Your annoyance is over. Let this be the beginning of my letter. Go on mocking and abusing me and mine, whether laughing or in earnest.
Many, who have come to me from where you are, have admired your oratorical power. They were remarking that there has been a very brilliant specimen of this, and a very great contest, as they alleged, with the result that all crowded together, and no one appeared in the whole city but Libanius alone in the lists, and everybody, young and old, lis...
Behold! I have sent you my speech, all streaming with sweat as I am! How should I be otherwise, when sending my speech to one who by his skill in oratory is able to show that the wisdom of Plato and the ability of Demosthenes were belauded in vain?
I have read your speech, and have immensely admired it. O muses; O learning; O Athens; what do you not give to those who love you! What fruits do not they gather who spend even a short time with you!
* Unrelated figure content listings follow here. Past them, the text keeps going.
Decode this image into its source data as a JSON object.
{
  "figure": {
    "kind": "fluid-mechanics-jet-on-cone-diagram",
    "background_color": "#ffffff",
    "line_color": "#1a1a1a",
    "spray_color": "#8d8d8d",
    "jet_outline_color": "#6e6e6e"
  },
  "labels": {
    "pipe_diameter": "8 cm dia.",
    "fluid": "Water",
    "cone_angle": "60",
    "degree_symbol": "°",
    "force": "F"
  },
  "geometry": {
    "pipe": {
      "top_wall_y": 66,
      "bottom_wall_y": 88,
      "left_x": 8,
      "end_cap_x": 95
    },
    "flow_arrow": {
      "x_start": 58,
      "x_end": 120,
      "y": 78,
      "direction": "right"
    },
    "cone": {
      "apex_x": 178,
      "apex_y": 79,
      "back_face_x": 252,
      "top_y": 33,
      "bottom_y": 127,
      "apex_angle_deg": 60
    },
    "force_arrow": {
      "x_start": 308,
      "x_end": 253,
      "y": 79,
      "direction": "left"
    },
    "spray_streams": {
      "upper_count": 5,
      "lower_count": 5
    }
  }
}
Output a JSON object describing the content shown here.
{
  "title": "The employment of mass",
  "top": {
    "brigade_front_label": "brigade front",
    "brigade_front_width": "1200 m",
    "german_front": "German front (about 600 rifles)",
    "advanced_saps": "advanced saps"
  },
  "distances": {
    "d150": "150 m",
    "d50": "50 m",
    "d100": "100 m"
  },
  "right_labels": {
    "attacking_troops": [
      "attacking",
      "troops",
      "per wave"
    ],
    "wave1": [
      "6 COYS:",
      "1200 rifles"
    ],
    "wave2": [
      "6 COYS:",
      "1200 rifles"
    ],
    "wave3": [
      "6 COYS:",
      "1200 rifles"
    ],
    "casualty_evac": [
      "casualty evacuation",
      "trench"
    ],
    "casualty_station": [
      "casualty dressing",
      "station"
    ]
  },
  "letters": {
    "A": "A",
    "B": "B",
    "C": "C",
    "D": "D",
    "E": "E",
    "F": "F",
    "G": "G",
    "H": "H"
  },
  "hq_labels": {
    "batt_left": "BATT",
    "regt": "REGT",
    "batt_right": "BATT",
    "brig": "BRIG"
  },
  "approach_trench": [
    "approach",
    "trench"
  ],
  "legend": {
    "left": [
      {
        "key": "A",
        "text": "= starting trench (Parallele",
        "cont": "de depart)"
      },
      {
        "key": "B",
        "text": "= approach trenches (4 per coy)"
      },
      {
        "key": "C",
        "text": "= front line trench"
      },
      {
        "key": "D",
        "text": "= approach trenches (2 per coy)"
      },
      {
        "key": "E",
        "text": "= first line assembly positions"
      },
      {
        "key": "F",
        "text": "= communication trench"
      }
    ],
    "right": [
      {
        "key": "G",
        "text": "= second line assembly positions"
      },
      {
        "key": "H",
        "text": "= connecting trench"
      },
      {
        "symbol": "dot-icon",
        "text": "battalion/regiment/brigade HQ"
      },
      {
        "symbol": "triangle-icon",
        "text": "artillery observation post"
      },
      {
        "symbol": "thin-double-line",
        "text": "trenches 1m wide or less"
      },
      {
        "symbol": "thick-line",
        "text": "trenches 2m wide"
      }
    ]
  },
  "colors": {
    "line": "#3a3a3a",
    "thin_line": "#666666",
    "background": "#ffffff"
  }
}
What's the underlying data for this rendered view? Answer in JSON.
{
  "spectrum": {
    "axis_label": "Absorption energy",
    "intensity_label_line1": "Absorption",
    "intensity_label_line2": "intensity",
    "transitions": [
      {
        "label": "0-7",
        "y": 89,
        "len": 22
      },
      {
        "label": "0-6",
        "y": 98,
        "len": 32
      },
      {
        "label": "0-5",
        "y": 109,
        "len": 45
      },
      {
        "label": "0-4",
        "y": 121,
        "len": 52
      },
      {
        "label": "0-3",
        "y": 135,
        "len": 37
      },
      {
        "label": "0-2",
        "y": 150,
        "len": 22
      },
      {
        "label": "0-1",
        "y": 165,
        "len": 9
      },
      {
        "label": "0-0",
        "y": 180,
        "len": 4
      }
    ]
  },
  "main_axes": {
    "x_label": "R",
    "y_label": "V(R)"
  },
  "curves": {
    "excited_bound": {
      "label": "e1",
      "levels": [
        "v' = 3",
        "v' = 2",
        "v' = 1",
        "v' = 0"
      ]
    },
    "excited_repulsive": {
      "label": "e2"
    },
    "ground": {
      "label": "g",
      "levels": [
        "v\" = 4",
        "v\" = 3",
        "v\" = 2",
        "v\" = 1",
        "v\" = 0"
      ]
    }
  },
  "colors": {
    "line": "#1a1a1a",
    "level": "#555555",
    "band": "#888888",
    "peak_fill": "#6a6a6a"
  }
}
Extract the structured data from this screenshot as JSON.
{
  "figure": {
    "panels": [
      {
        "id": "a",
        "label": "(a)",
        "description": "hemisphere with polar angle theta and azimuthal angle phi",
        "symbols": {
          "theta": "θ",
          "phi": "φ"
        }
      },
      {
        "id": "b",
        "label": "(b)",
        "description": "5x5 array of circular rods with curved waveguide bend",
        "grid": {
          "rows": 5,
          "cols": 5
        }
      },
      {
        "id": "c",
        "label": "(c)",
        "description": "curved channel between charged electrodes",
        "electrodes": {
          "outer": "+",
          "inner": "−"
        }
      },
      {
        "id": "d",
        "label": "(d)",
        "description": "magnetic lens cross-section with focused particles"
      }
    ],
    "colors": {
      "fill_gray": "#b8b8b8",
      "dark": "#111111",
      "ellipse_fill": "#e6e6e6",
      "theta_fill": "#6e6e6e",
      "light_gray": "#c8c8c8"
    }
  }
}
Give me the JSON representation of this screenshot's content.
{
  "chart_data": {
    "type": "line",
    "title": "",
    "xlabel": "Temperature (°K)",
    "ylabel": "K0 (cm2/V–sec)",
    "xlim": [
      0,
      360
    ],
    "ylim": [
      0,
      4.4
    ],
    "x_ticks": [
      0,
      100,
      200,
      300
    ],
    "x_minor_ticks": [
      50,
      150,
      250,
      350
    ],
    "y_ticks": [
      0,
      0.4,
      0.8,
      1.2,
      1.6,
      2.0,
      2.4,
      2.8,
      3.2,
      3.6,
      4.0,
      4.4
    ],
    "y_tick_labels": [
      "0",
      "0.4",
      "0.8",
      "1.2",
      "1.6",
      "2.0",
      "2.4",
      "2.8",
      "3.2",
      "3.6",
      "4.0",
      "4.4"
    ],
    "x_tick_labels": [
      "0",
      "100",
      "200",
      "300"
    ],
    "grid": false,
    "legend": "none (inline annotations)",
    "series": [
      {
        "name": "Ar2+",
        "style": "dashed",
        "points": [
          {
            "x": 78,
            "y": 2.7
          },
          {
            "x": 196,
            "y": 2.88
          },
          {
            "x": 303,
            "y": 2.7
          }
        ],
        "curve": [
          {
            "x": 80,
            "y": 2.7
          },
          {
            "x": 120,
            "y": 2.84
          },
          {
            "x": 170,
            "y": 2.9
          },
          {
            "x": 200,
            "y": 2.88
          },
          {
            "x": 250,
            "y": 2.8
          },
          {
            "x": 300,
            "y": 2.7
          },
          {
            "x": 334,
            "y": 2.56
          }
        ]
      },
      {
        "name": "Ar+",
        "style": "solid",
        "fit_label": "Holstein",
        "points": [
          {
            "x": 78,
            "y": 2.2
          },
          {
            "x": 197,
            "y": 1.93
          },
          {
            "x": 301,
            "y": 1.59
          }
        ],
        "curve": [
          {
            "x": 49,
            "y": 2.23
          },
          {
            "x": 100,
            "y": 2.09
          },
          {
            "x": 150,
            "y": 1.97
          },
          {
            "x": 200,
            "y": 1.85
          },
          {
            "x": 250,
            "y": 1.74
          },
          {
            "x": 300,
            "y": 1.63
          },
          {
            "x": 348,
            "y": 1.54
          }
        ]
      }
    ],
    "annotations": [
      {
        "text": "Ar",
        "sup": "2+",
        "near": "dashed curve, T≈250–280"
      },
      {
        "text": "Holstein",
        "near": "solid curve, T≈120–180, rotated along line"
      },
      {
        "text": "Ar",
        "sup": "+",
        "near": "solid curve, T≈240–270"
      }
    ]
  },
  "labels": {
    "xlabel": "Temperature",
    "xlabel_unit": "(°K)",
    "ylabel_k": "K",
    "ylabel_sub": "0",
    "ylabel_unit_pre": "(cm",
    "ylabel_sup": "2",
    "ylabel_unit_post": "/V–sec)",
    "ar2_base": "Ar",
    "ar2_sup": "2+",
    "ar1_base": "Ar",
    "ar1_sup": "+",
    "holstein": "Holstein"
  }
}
Now I recognise men's description of me! Basil has praised me, and I am hailed victor over all! Now that I have received your vote, I am entitled to walk with the proud gait of a man who haughtily looks down on all the world.
Are you living at Athens, Basil? Have you forgotten yourself? The sons of the Cæsareans could not endure to hear these things.
I am delighted at receiving what you write, but when you ask me to reply, I am in a difficulty. What could I say in answer to so Attic a tongue, except that I confess, and confess with joy, that I am a pupil of fishermen? About this page Source.
What has made Basil object to the letter, the proof of philosophy? I have learned to make fun from you, but nevertheless your fun is venerable and, so to say, hoary with age. But, by our very friendship, by our common pastimes, do away, I charge you, with the distress caused by your letter...in nothing differing.
Oh, for the old days in which we were all in all to one another! Now we are sadly separated! You have one another, I have no one like you to replace you.
You, who have included all the art of the ancients in your own mind, are so silent, that you do not even let me get any gain in a letter. I, if the art of Dædalus had only been safe, would have made me Icarus' wings and come to you. But wax cannot be entrusted to the sun, and so, instead of Icarus' wings, I send you words to prove my affection.